Nearly half (about 47 percent) of all adult Americans now have a high-speed internet connection at home, according to the latest survey conducted by the Pew Internet & American Life Project. Keep in mind, high-speed is a relative term, since anything over 200kbps is considered "broadband" by the FCC.

The percentage of Americans with broadband at home has grown from 42 percent in early 2006 and 30 percent in early 2005. Among individuals who use the internet at home, 70 percent have a high-speed connection while nearly a quarter of Americans (about 23 percent) still use dial-up connections.

Is the U.S. broadband glass half-empty, or half-full? You decide.
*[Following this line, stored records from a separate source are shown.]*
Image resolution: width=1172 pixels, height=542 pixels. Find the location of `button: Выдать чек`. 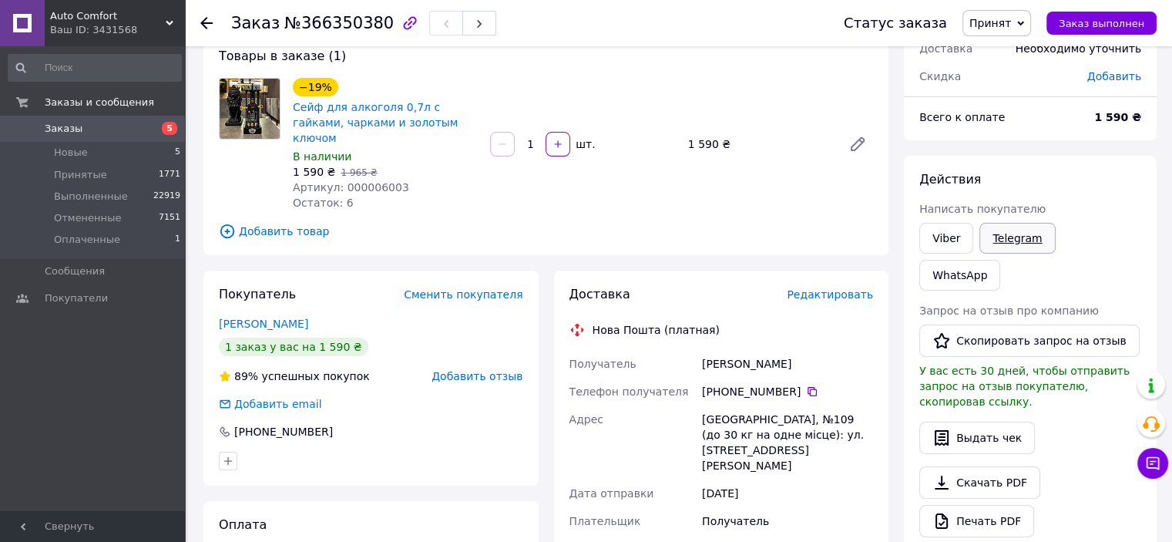

button: Выдать чек is located at coordinates (977, 438).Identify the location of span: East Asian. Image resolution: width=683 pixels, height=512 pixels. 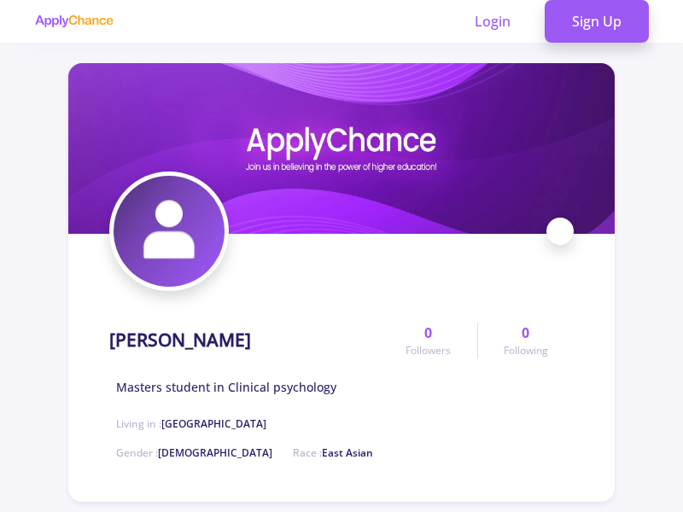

The 12 percent growth rate from 2006 to 2007 trails the 40 percent increase in the 2005 to 2006 timeframe, when many people in the middle-income and older age groups acquired home broadband connections.

Those groups continued to show increases in home broadband adoption into early 2007, but at much lower rates than in the past:

- Among adults who live in households whose annual incomes fall between $30,000 and $50,000 annually, home broadband adoption stood at 46 percent in early 2007, up 3 percentage points since 2006.

- Among senior citizens (age 65 and older), home broadband adoption stood at 15 percent in early 2007, up 2 percentage points since 2006.

- Among people between the ages of 50 and 64, 40 percent have home high-speed connections, up 2 percentage points since 2006.

"The moderate growth in home high-speed adoption from 2006 to 2007 is partly a reflection of strong prior-year growth; the low-hanging fruit was picked in 2005," said John B. Horrigan, Associate Director of Research at the Pew Internet & American Life project and author of the report. "Luring remaining hard-to-get adults to home broadband is likely to involve showing them the relevance of online content."

In contrast, I have a different perspective. Think back to the 1970s and imagine that half of the U.S. population received mail and packages that were distributed and delivered by plane, train or automobile -- yet the other half had to rely upon a horse-drawn stagecoach, or the Pony Express in remote areas. Implausible? Maybe not, if people would gladly accept the inequality.

"Broadband adoption in rural America faces two challenges -- network availability and demographics," said Aaron Smith, research specialist at the Pew Internet Project and co-author of the report. "Rural Americans tend to be older, less avid online users, and thus less interested in fast home connections. And some parts rural America also simply don't have the infrastructure for providing broadband at home."